Updated

If you are a conservative, one of the fun things about Donald Trump’s presidency is watching liberals lose their minds over how much they loathe him.

From media elites to members of Congress, progressives are often reduced to tantrum-like fits because they are so frustrated by living in the shadows of this establishment-busting, government-shrinking rebel of a president.

But some liberals still have power. And they’ll use it however they can to push back against President Trump’s agenda, even if it means rewriting or expanding laws through the courts, using lawsuits as a tool.

Like the mayors who create sanctuary cities in an attempt to make immigration law what they want it to be, state and local elected officials across the country are now employing a tactic known as “regulation through litigation” to push back against one of President Trump’s greatest economic accomplishments: deregulation.

Here’s how it works: Liberals think it is government’s role to make a lot of rules and they don’t think the Trump administration is doing a good job at that. So they are trying to make the rules themselves by suing private companies in order to make those businesses behave themselves.

For example, last month New York City sued five oil and natural gas companies for causing climate change that is “injuring New York City.”

Similar lawsuits have been filed by the cities of San Francisco and Oakland in California, and by several parishes in Louisiana, claiming the activities of energy companies are responsible for coastal erosion.

Oregon Attorney General Ellen Rosenblum is suing one company – Monsanto – for at least $100 million to clean up chemicals (PCBs) that have been banned since 1979, but were manufactured legally before then and disposed of in waterways by other entities. Nevertheless, Rosenblum has said to Monsanto: “We want you to pay for it.”

It seems clear that these folks, from their ivory tower vantage point, don’t think President Trump’s Environmental Protection Agency is doing a good job protecting Mother Earth. They feel they’d better do it themselves, with the help of a few clever trial lawyers and anti-Trump judges.

Frustrated liberals have employed this tactic before when Republican presidents have occupied the White House.
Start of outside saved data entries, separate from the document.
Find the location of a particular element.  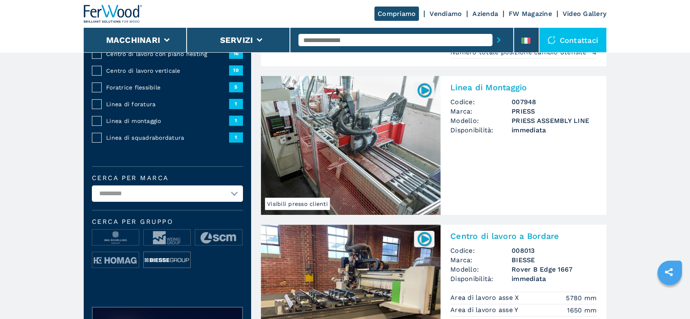

em: 4 is located at coordinates (595, 52).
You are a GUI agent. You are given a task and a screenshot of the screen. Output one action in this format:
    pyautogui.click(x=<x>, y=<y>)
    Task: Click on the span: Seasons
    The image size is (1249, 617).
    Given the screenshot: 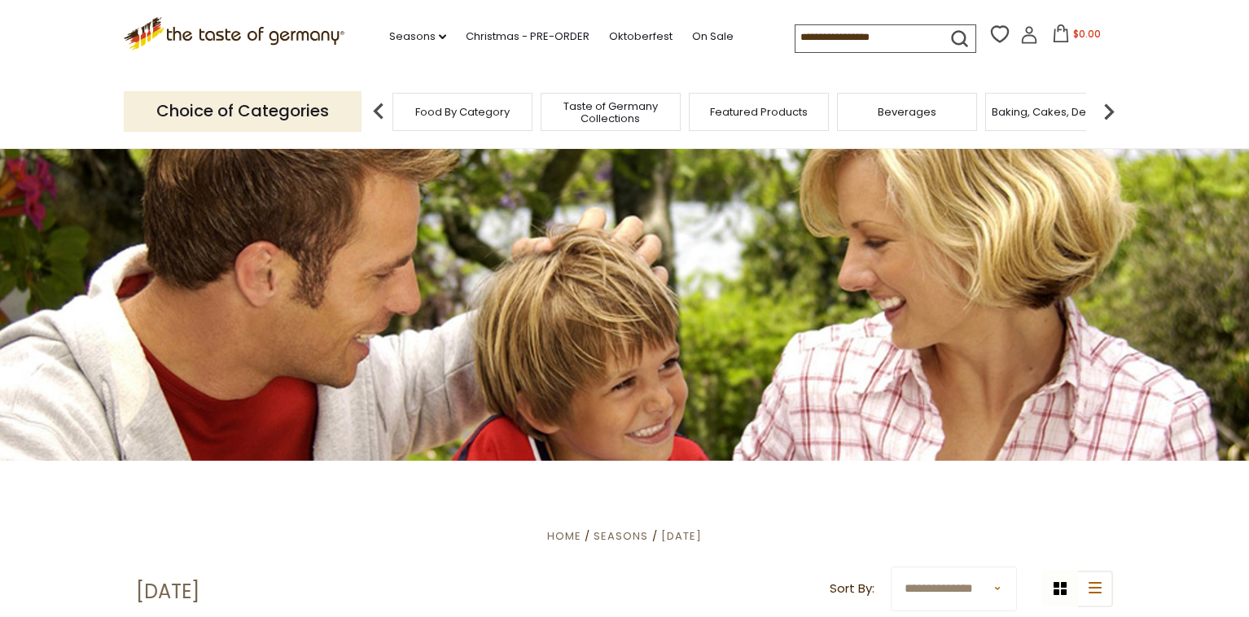 What is the action you would take?
    pyautogui.click(x=620, y=536)
    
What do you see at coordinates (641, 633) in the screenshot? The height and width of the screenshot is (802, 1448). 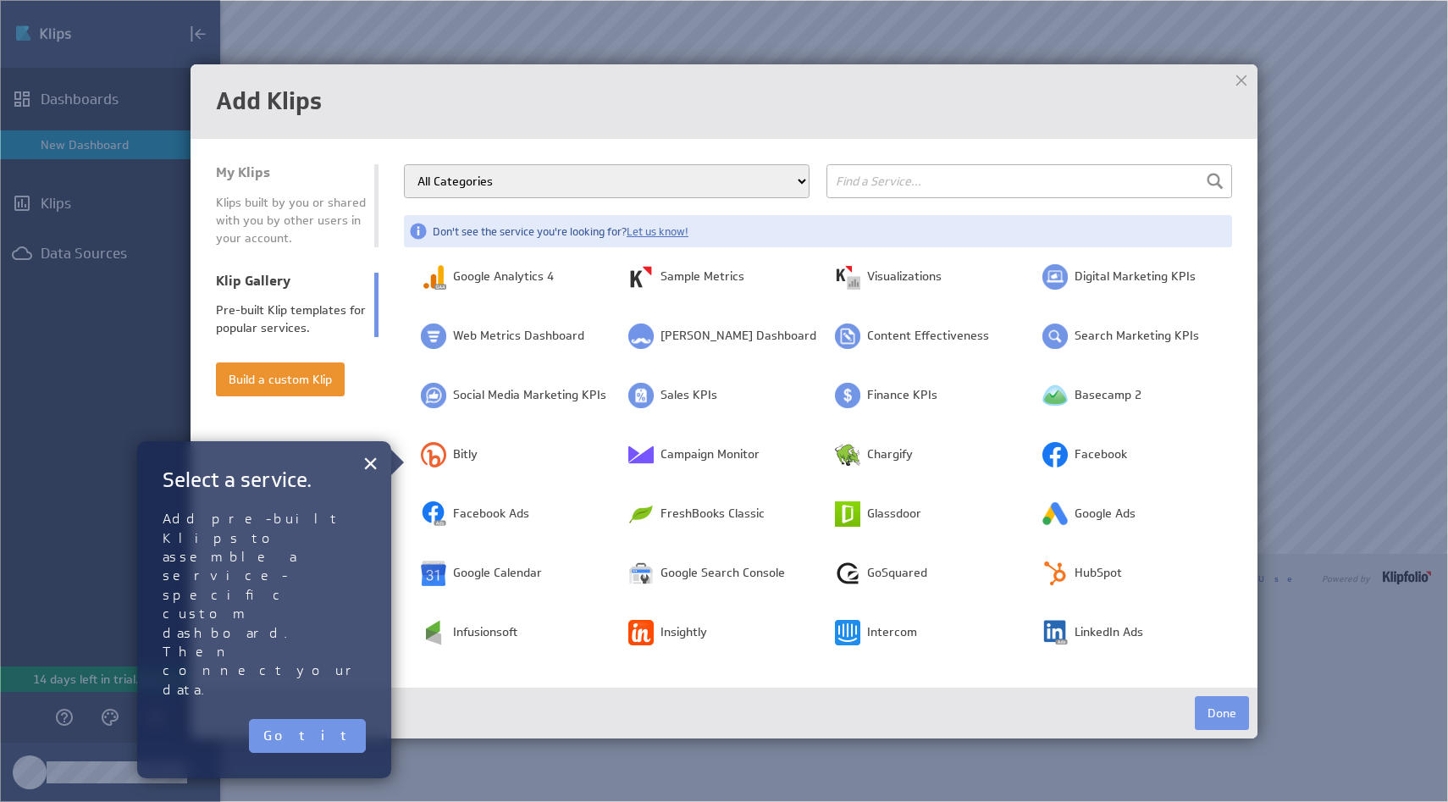 I see `img: image8284517391661430187.png` at bounding box center [641, 633].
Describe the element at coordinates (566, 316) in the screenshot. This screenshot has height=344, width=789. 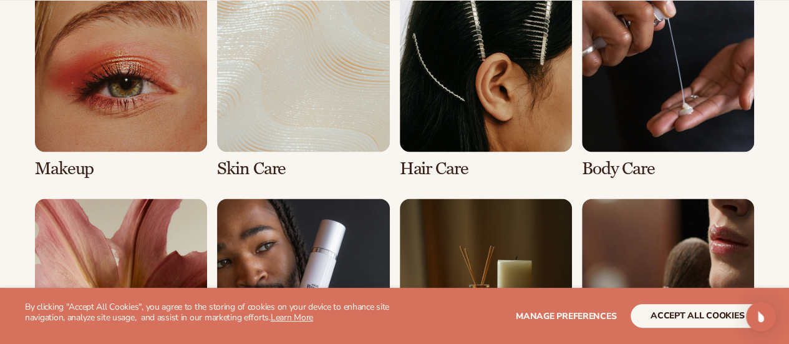
I see `span: Manage preferences` at that location.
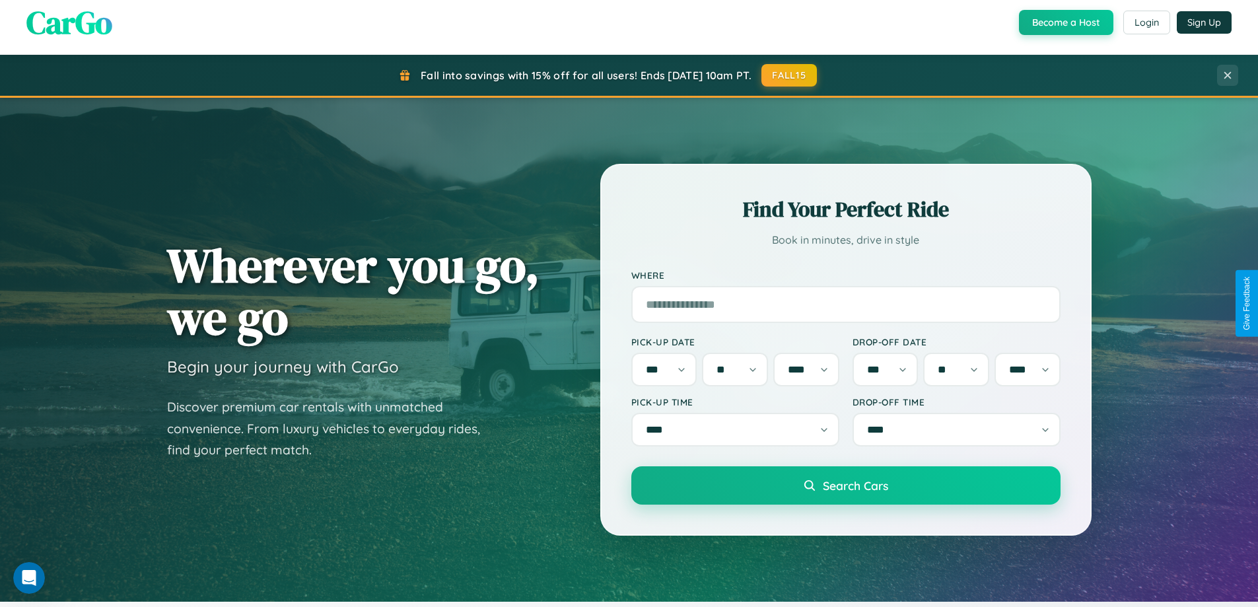  What do you see at coordinates (846, 485) in the screenshot?
I see `button: Search Cars` at bounding box center [846, 485].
The term “regulation through litigation” was actually coined by President Bill Clinton’s Secretary of Labor Robert Reich, who endorsed the practice as a way to get businesses to “do the right thing” (Reich later admitted the practice was undemocratic),

But it seems safe to say that the left has never been more frustrated by a president than now – and sure enough, this round of regulation through litigation has signs of being more widespread and damaging than ever before.

The judges who will make the decisions in these lawsuits have tremendous power – they can actually expand the law and set precedent that will put otherwise law-abiding companies up against a wall of liability.

But there is hope for protecting President Trump’s regulatory economic stimulus. These lawsuits can be impacted by the disinfectant that comes from exposure. Call it sunshine.

“These lawsuits are like mushrooms,” says Victor Schwartz, a civil justice expert and author of the premier law school book on torts. “They like to grow in the dark.”

“Bringing these lawsuits to light now can impact their outcome,” Schwartz says.

Conservative leaders – particularly Republicans at the state level – should shine a light on regulation through litigation by calling out the vengeful, frustrated liberals who are trying to weaken President Trump’s regulatory accomplishments.

Protecting deregulation and the rule of law will be the goal of conservatives, but I am sure that the tantrum reactions of progressive mayors, attorneys general and environmentalists in the media will also make their efforts well worthwhile.